The fact that the magazine was entirely staffed by French journalists did, of course, have an impact on the publication’s content and ideals. French articles, for instance, pushed a Europeanized vision of women’s liberation and highlighted the problems of Amazigh peoples in Kabylia—topics that were largely abandoned in favor of discussions of Arabic culture and history and religious reform under later staff. If the magazine’s content reflected in part the ideas of its employees, it also reflected the changing politics of the nation. Local political divisions soon took precedence over the ideal of Franco-Algerian cooperation. In 1963, Vergès clashed with then-President Ahmed Ben Bella and left for France. After Vergès’ departure, FLN member and historian Mohamed Harbi was appointed the new editor of Révolution Africaine. Bringing in sympathetic political allies, this also constituted an institutional change. Harbi “Algerianized” the magazine’s staff, replacing nearly all the French militants with Algerians by 1965. Chaliand and Minces, two original reporters, saw this as a largely positive outcome of their cooperation, though Minces was less convinced that some reporters, like Mohamed Bekkouchewho had shadowed them, were qualified replacements.

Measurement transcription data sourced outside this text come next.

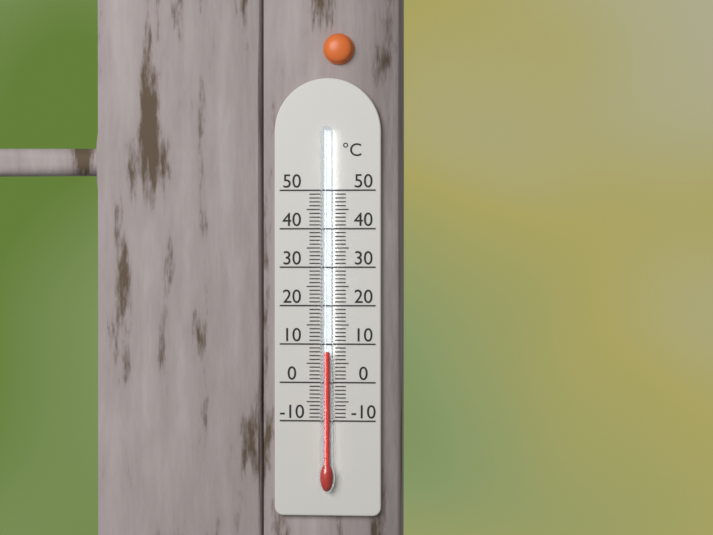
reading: 8 °C
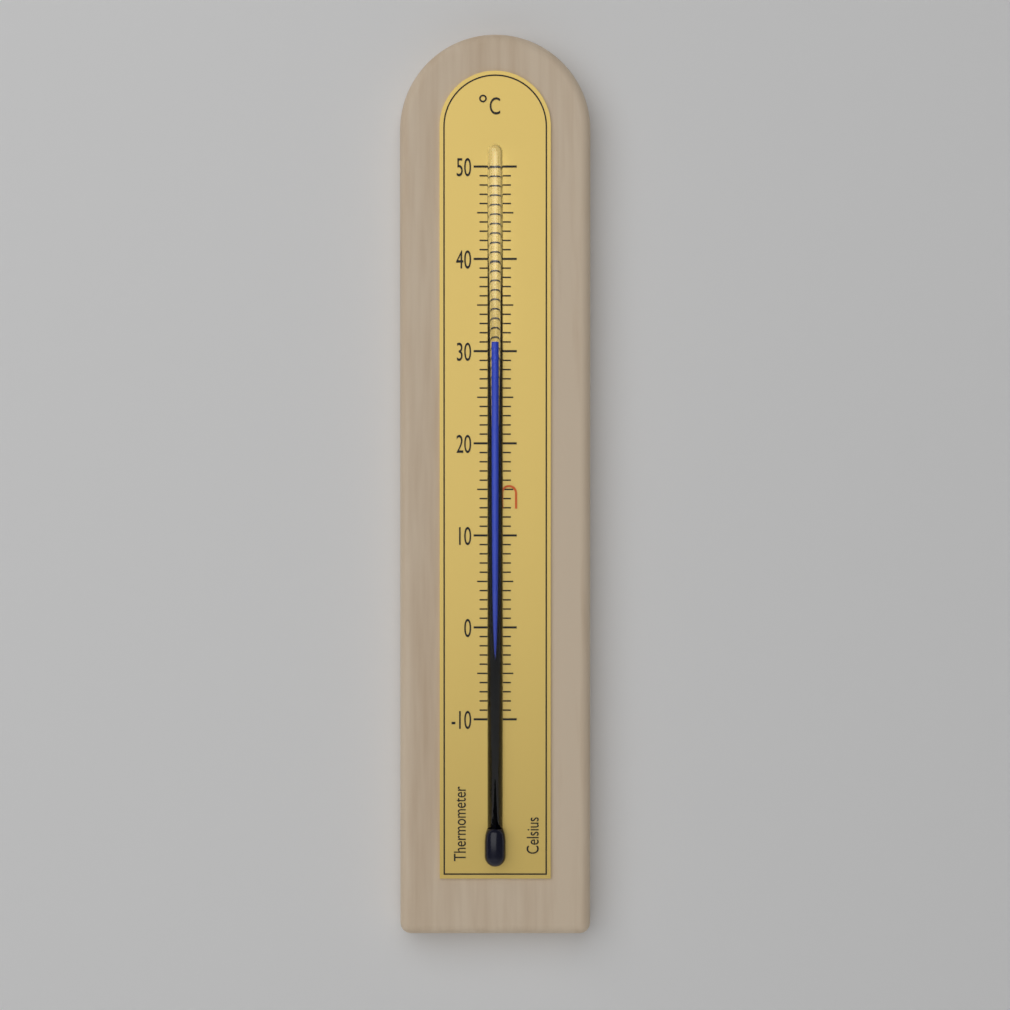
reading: 31 °C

Under Harbi, Vergès’ performance of popular debate gave way to that of popular unity. An editorial noting the new leadership in June explained that “the goals set upon its creation remain the same.” Nevertheless, Harbi critiqued what he saw as the previous editor’s tendency to substitute the interests of the people for “careerism,” reflecting a frustration with the patronizing approach French “coopérants” sometimes took with their Algerian compatriots. In the following editions, Révolution Africaine insisted on the powerful relationship between the people and government while continuing to write about Algeria’s relationship to Africa and the Third World—a pillar of early Algerian foreign policy.
Révolution Africaine’s transformation became more pronounced after Houari Boumédienne’s June 1965 coup d’état. Harbi was unceremoniously removed and placed under house arrest. Along with all other media institutions, Révolution Africaine was shuttered for several months. When it reopened, the publication had a much reduced capacity for critique. By the late 1960s, the editors and staff were no longer listed and articles were as likely to be unsigned as signed. Those Algerian reporters who had replaced the original French journalists were themselves largely replaced with more sympathetic cadres, facing the real threat of arrest and imprisonment as happened to a half dozen reporters from Alger Republican. Though it remained a source of information about the Third World, it no longer sought to foment popular debate or encouraged institutional critique. Though individual relationships remained, Révolution Africaine’s development marked a turning point: away from opportunities for Franco-Algerian collaboration in civil society and towards a state-based approach to coordinating transnational cooperation that also discouraged public critique of the state.